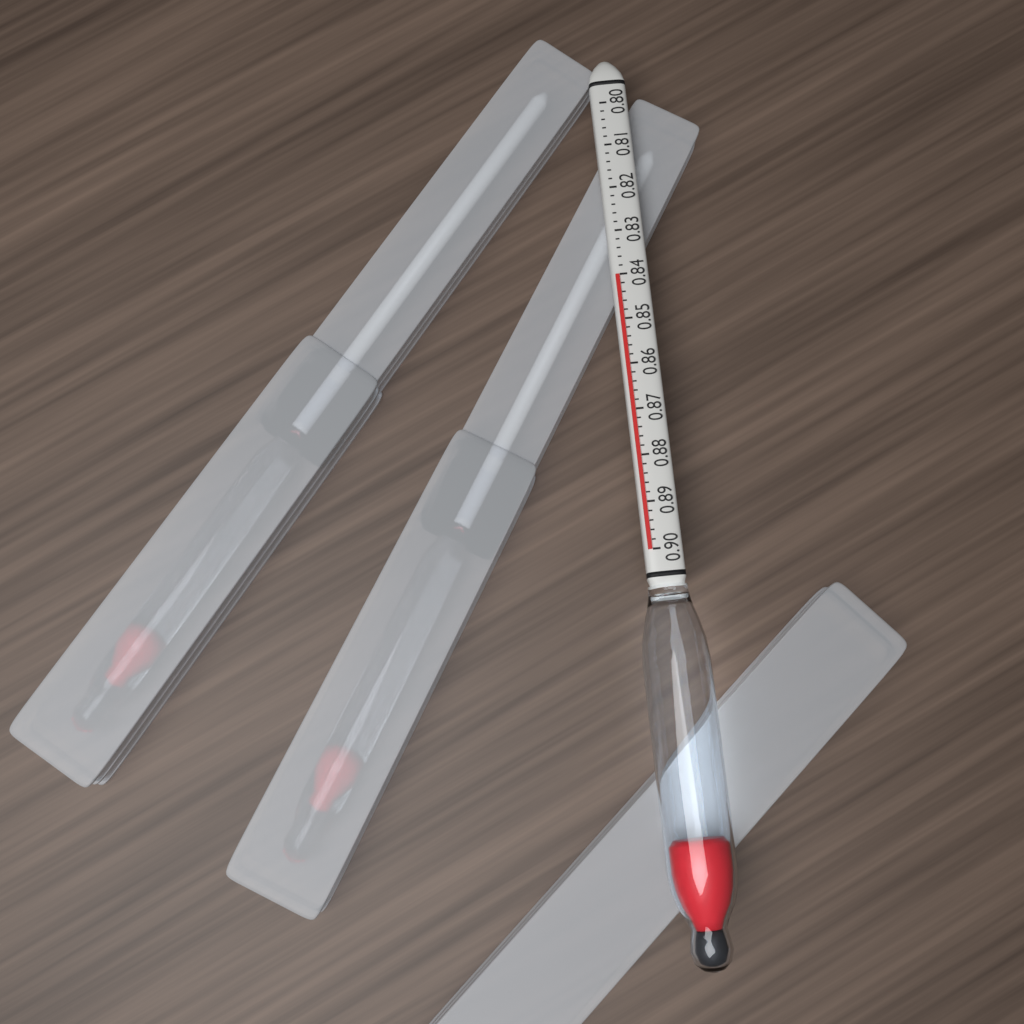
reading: 0.840 (no unit)
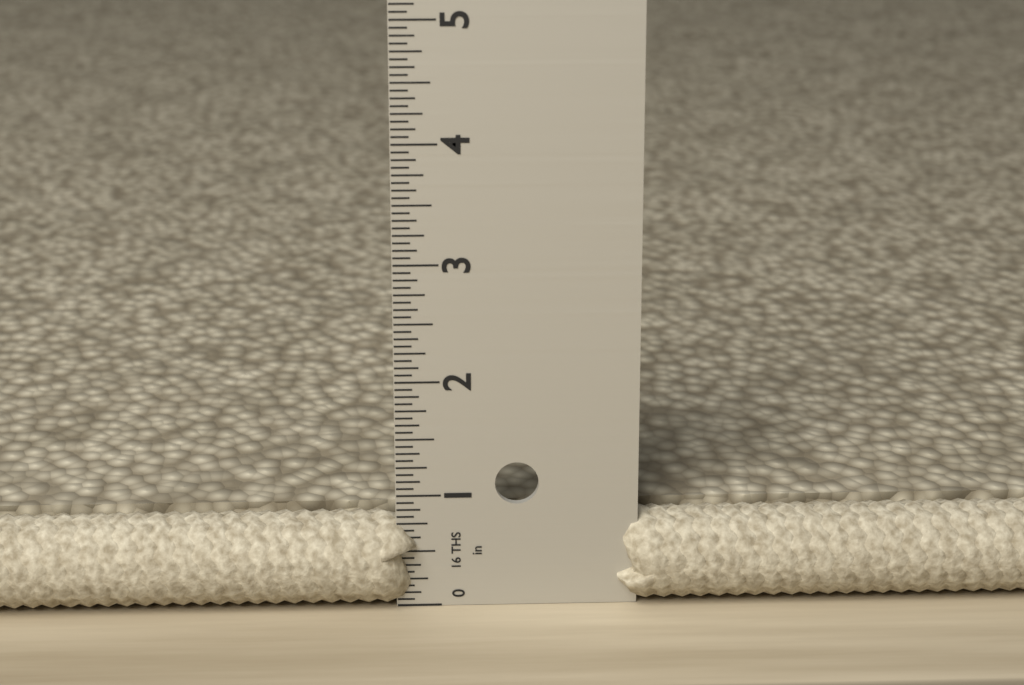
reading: 0.8125 in
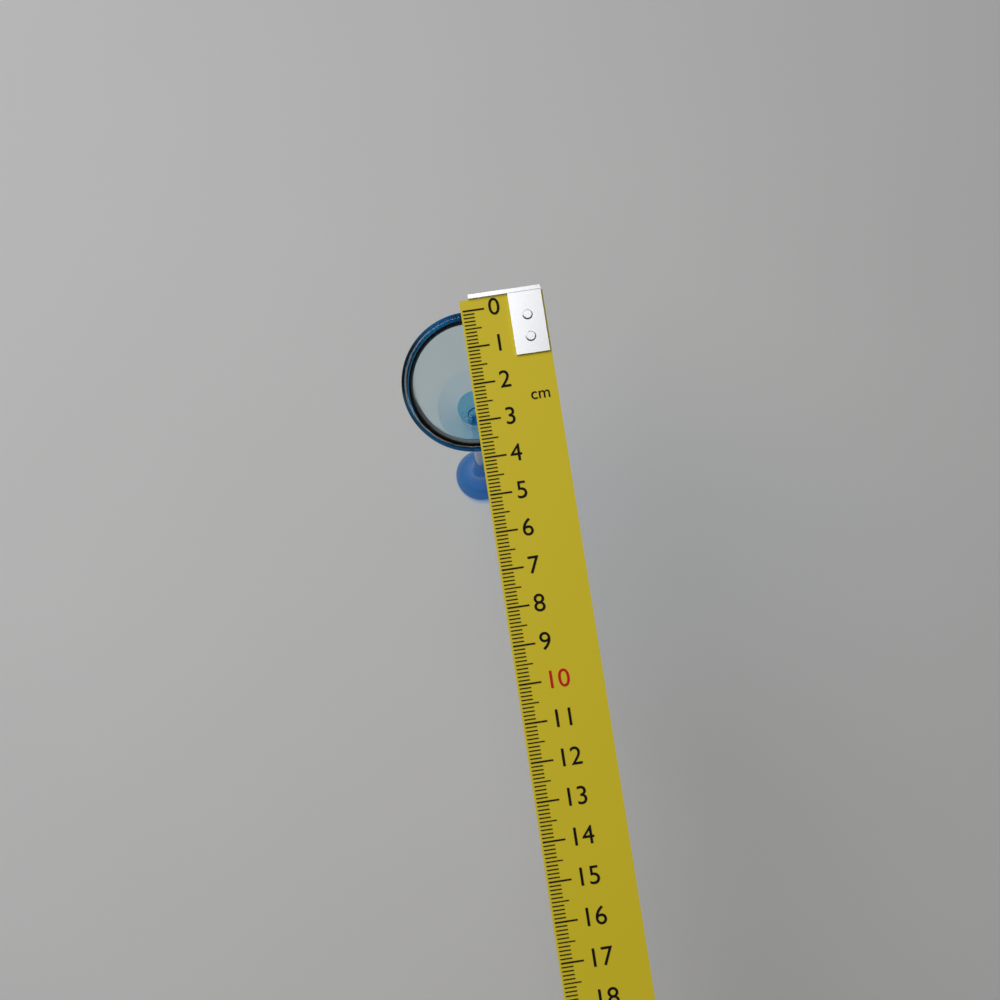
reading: 3.8 cm
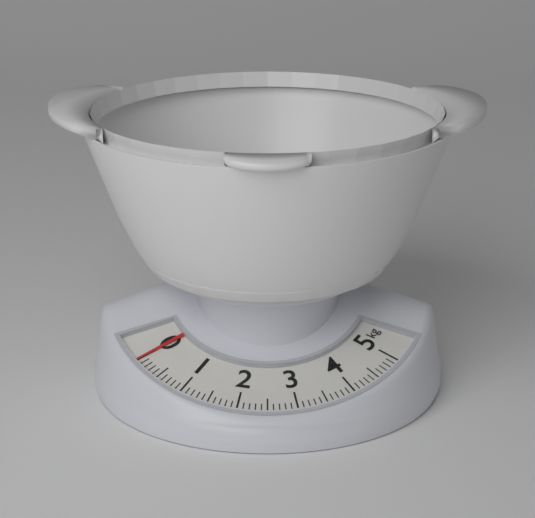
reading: 0.0 kg
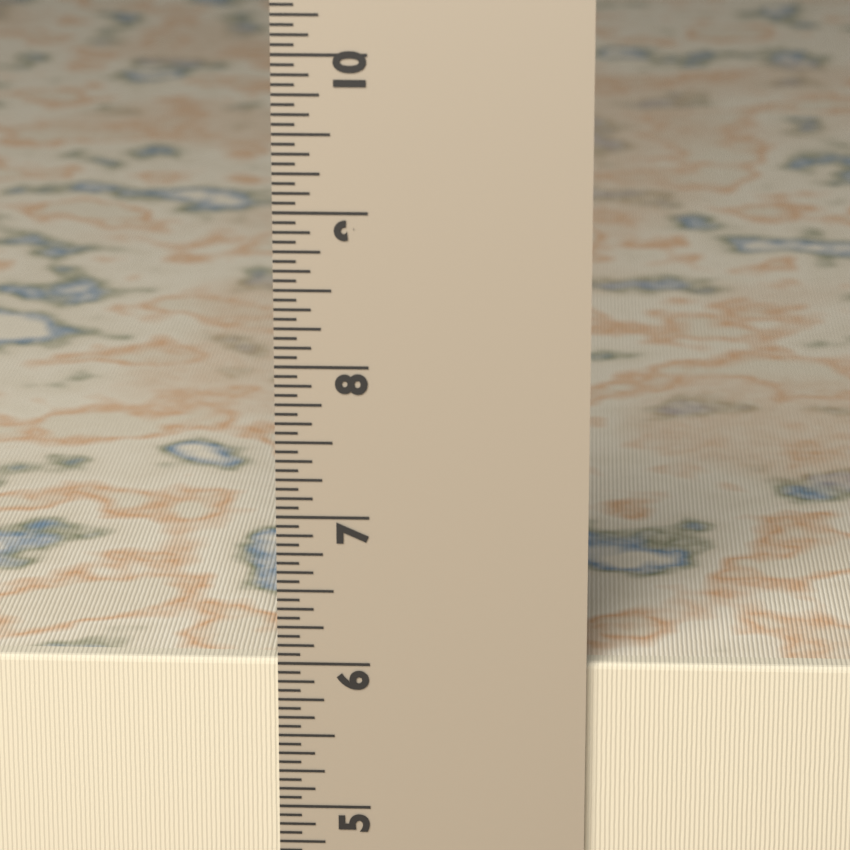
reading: 6.0000 in
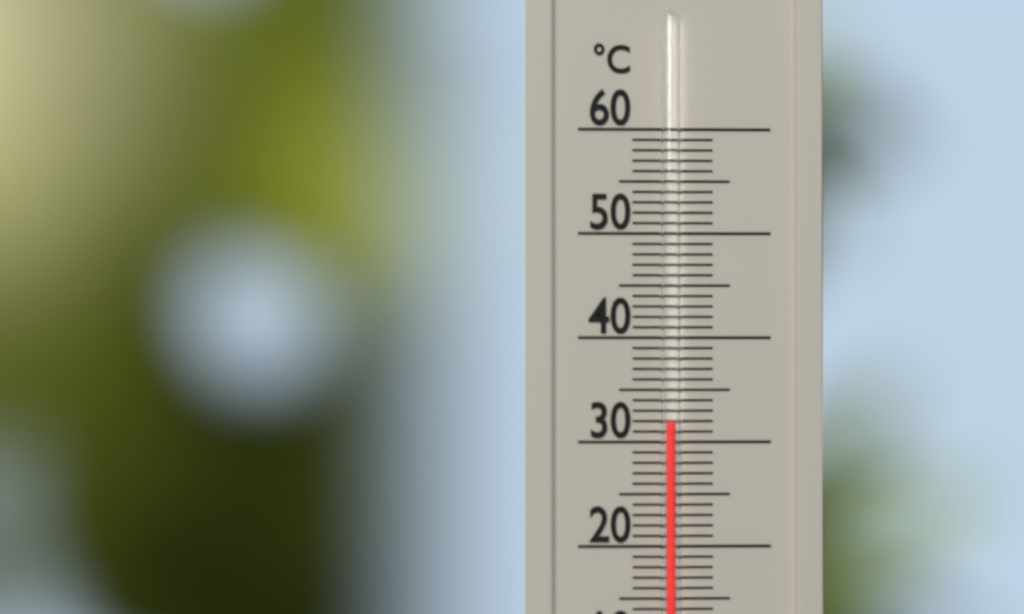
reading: 32 °C
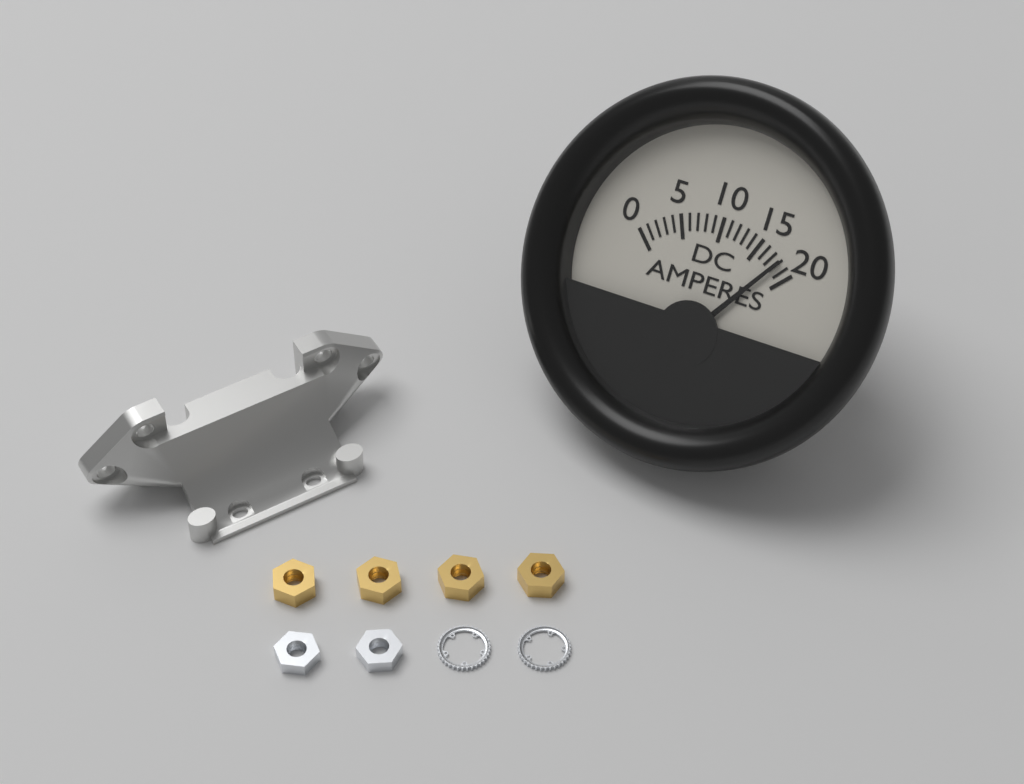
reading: 18 A
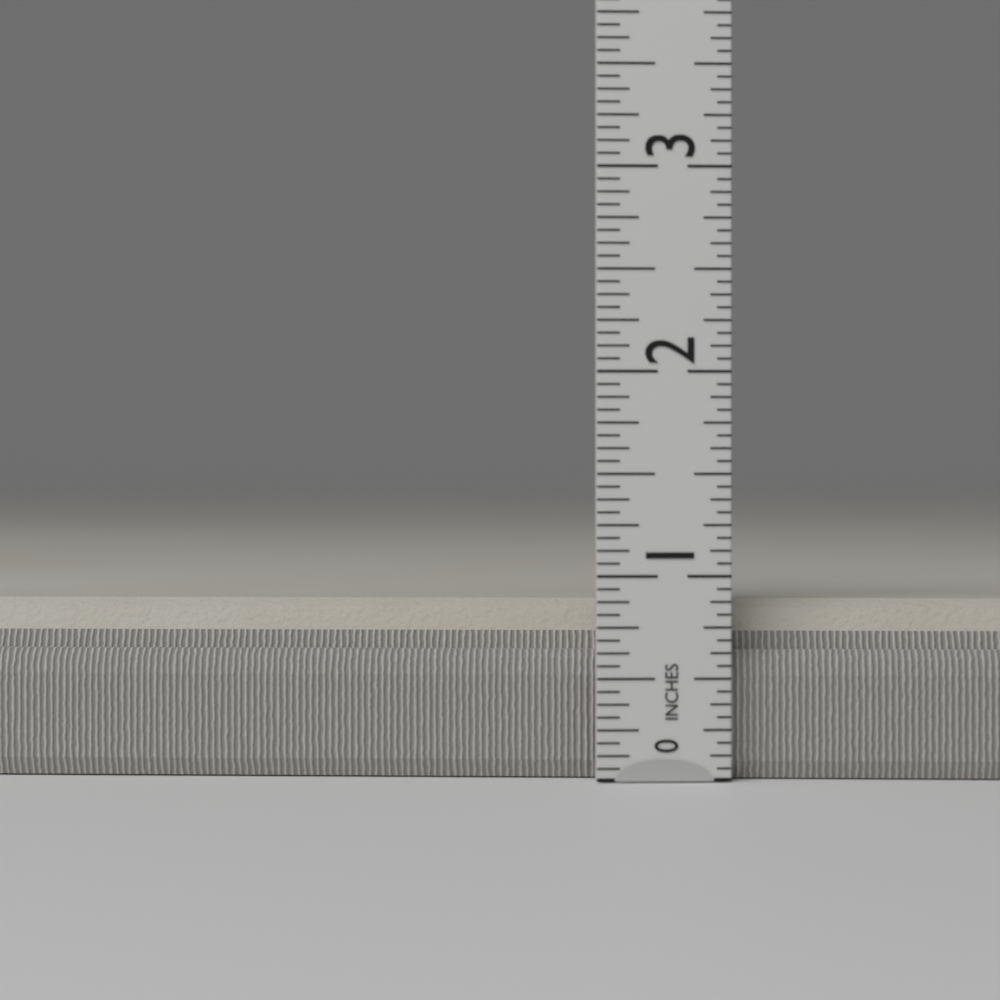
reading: 0.8750 in
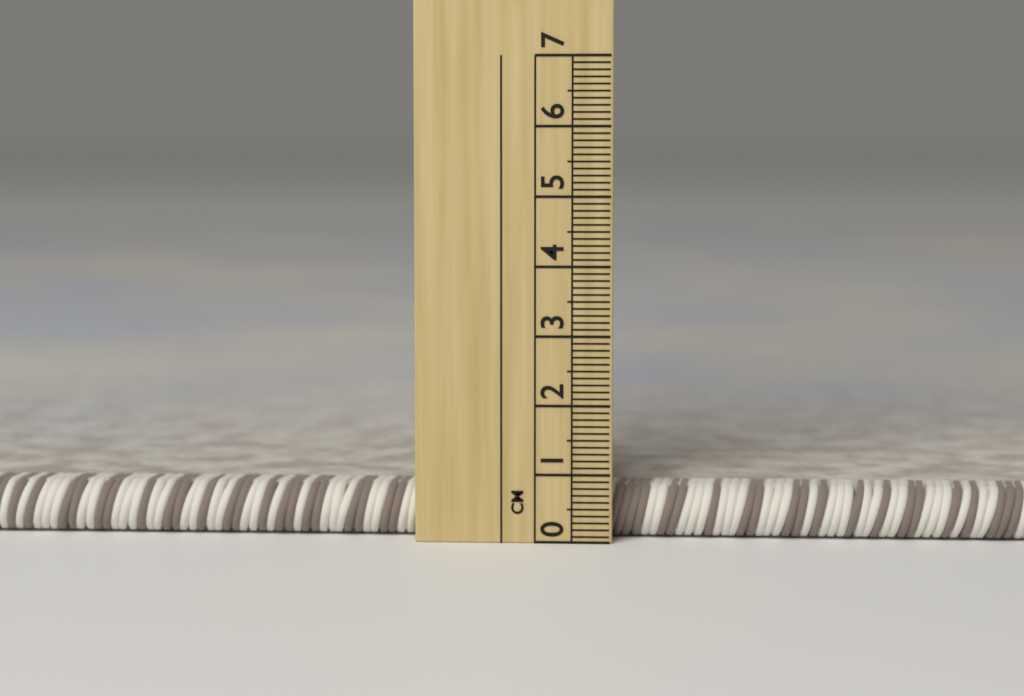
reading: 0.8 cm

———

### Problem to solve
What you return must match the records exactly, apart from the images, which are omitted.

### Output
reading: 0.840 (no unit)
reading: 0.8125 in
reading: 3.8 cm
reading: 0.0 kg
reading: 6.0000 in
reading: 32 °C
reading: 18 A
reading: 0.8750 in
reading: 0.8 cm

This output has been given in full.